To characterize them as copies I would have to see the original photos side by side with the paintings I guess. Are you using that term in a derogative sense?
To characterize them as copies I would have to see the original photos side by side with the paintings I guess. Are you using that term in a derogative sense?
Thanks,
Kirk
at age 73:
"The woods are lovely, dark and deep,
But I have promises to keep,
And miles to go before I sleep,
And miles to go before I sleep"
Oh, not at all. I like Close's work, although--as you know--you really have to see the real things, at least with the paintings--to really get it. They are quite large. And with the later paintings, with all the color patches, you have to be able to stand back a ways and then walk up.
But I think even Close would describe the paintings as something like a copy. Not sure what a better word might be. Maybe there isn't one.
--Darin
Yes, Chuck Close paintings must be seen in person and looked at from several viewing distances. They are impossible to appreciate on a computer, let alone a phablet.
But most won't bother.
I have never seen a 20x24 Polaroid, it's on the list.
A little serendipity. Flipping through a used book that came in the mail a week or so ago--and there is a page on Close with him talking about how he used photographs for his painting, how he came to do photographs as the finished art work, and a sample of one of his early photographic works that actually has the grid lines I mentioned penciled on it. Very cool.
--Darin
Anyone who ever has taken a standard art class in high school would know this technique it's a very traditional way to make a drawing from another piece of imagery, I did this in high school for sure but the gridlines and then reproducing it onto another medium.
Again... go back to how he has to compose things mentally. He cannot recognize faces, so he broke up each one into grids than worked from that. Eventually, in
some of his later paintings, these grids sections took meaning on their own, and the painting works as a composite of them, vaguely analogous to how a cubist might
break things up and reassemble them on a flat surface. To say he was simply reproducing a photograph on canvas might have been partially correct back in his
strictly "photorealist" days, but not really, because a painter can introduce many subtle changes that distinguish it as a painting rather than a photograph. But the
manner in which Close did this, and not really the scale, is what became so interesting. And it is that transition from one to another, particularly when he had taken
a little more liberty with it, that I find way more interesting than just huge photographs, printed by others.
Some of my generation were never allowed art or shop classes. I changed schools yearly and in every one I was only allowed math, science, language, history. I didn't take an art class until I went to art school in my 50's. MFA 2001.
Sputnik, 1957, changed my education to science and math. I entered college with 2 years tested AP college credit, but soon quit, when they tried to force me take 4 years anyway. Waste of time.
Assuming common experience is always a mistake, as is assuming Chuck Close is not operating on a higher level, despite known handicaps.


§ **Work task**
Below are records to be repeated in full. Give them exactly.

§ **Material for the task**
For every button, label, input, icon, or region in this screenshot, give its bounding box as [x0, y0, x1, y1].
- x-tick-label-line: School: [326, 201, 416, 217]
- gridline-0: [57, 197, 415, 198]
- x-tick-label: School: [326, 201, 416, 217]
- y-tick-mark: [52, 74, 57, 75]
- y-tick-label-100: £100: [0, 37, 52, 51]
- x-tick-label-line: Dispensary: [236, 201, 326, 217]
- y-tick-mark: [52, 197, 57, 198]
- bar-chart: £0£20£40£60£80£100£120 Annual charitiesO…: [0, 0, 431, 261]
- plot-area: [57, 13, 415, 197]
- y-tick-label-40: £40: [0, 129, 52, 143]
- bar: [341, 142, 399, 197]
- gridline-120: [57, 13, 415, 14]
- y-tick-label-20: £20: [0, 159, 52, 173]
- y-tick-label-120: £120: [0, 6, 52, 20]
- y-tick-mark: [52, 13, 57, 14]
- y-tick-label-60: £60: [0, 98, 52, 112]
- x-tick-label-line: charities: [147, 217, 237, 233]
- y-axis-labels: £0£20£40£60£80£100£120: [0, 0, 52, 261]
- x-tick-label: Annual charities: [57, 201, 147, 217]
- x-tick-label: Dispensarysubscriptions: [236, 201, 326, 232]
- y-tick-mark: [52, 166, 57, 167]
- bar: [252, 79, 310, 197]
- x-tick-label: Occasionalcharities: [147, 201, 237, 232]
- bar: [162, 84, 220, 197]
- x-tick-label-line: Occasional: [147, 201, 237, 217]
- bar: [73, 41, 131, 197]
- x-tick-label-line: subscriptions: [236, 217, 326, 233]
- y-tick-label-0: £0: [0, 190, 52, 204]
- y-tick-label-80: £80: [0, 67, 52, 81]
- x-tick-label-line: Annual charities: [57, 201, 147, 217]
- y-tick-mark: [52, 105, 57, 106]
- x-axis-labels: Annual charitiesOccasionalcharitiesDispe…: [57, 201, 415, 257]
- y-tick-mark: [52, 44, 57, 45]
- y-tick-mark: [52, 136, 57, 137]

§ **Result**
For every button, label, input, icon, or region in this screenshot, give its bounding box as [x0, y0, x1, y1].
- x-tick-label-line: School: [326, 201, 416, 217]
- gridline-0: [57, 197, 415, 198]
- x-tick-label: School: [326, 201, 416, 217]
- y-tick-mark: [52, 74, 57, 75]
- y-tick-label-100: £100: [0, 37, 52, 51]
- x-tick-label-line: Dispensary: [236, 201, 326, 217]
- y-tick-mark: [52, 197, 57, 198]
- bar-chart: £0£20£40£60£80£100£120 Annual charitiesO…: [0, 0, 431, 261]
- plot-area: [57, 13, 415, 197]
- y-tick-label-40: £40: [0, 129, 52, 143]
- bar: [341, 142, 399, 197]
- gridline-120: [57, 13, 415, 14]
- y-tick-label-20: £20: [0, 159, 52, 173]
- y-tick-label-120: £120: [0, 6, 52, 20]
- y-tick-mark: [52, 13, 57, 14]
- y-tick-label-60: £60: [0, 98, 52, 112]
- x-tick-label-line: charities: [147, 217, 237, 233]
- y-axis-labels: £0£20£40£60£80£100£120: [0, 0, 52, 261]
- x-tick-label: Annual charities: [57, 201, 147, 217]
- x-tick-label: Dispensarysubscriptions: [236, 201, 326, 232]
- y-tick-mark: [52, 166, 57, 167]
- bar: [252, 79, 310, 197]
- x-tick-label: Occasionalcharities: [147, 201, 237, 232]
- bar: [162, 84, 220, 197]
- x-tick-label-line: Occasional: [147, 201, 237, 217]
- bar: [73, 41, 131, 197]
- x-tick-label-line: subscriptions: [236, 217, 326, 233]
- y-tick-label-0: £0: [0, 190, 52, 204]
- y-tick-label-80: £80: [0, 67, 52, 81]
- x-tick-label-line: Annual charities: [57, 201, 147, 217]
- y-tick-mark: [52, 105, 57, 106]
- x-axis-labels: Annual charitiesOccasionalcharitiesDispe…: [57, 201, 415, 257]
- y-tick-mark: [52, 44, 57, 45]
- y-tick-mark: [52, 136, 57, 137]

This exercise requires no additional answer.